Professor

Marsha J. Berger

New York University
Mathematician; Computer Scientist; Educator
Area
Mathematical and Physical Sciences
Specialty
Mathematics, Applied Mathematics, and Statistics
Elected
2011
Creative contributor to computer science and applied mathematics. Devised a new methodology for the three-dimensional computation of complicated flows around aircraft and in airborne dispersal. Based on adaptive refinement of Cartesian grids (Adaptive Mesh Refinement or AMR), created hierarchical, multilevel methods with astonishing resolution at acceptable cost, and automation that uses computational resources efficiently.

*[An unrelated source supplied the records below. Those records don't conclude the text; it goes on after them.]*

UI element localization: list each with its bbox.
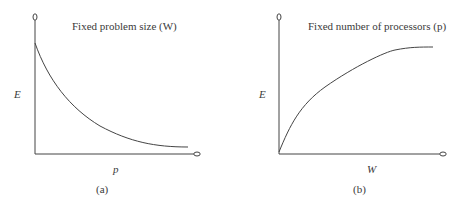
panel-b-curve [279,47,433,152]
panel-a-y-arrow-icon [33,14,37,20]
panel-a-y-label: E [14,88,21,100]
panel-b-x-label: W [367,163,376,175]
panel-b-y-label: E [259,88,266,100]
panel-b-caption: (b) [353,183,366,195]
panel-a-title: Fixed problem size (W) [72,20,177,32]
panel-a-x-arrow-icon [194,152,200,156]
panel-a-curve [35,43,188,147]
panel-a-x-label: p [113,163,119,175]
panel-b-y-arrow-icon [277,14,281,20]
panel-a-caption: (a) [96,183,108,195]
panel-b-x-arrow-icon [440,152,446,156]
panel-b-title: Fixed number of processors (p) [308,20,446,32]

Applied methods to astrophysics, civil engineering, atmospheric sciences, groundwater flow, and numerical relativity using the software AMRCLAW, which has also been developed for computational cardiology and biological fluid dynamics. Contributions include generation of locally refined Cartesian grids, schemes that maintain conservation at grid interfaces, and the high-performance parallel implementation of AMR. Helped use self-consistent rescaling to determine singularity structure in nonlinear parabolic problems. Applications include inviscid flow and multiphase flow. Uses computational geometry and adaptive precision arithmetic to generate grids for full aircraft shapes; error estimators automatically determine where such grids should be refined.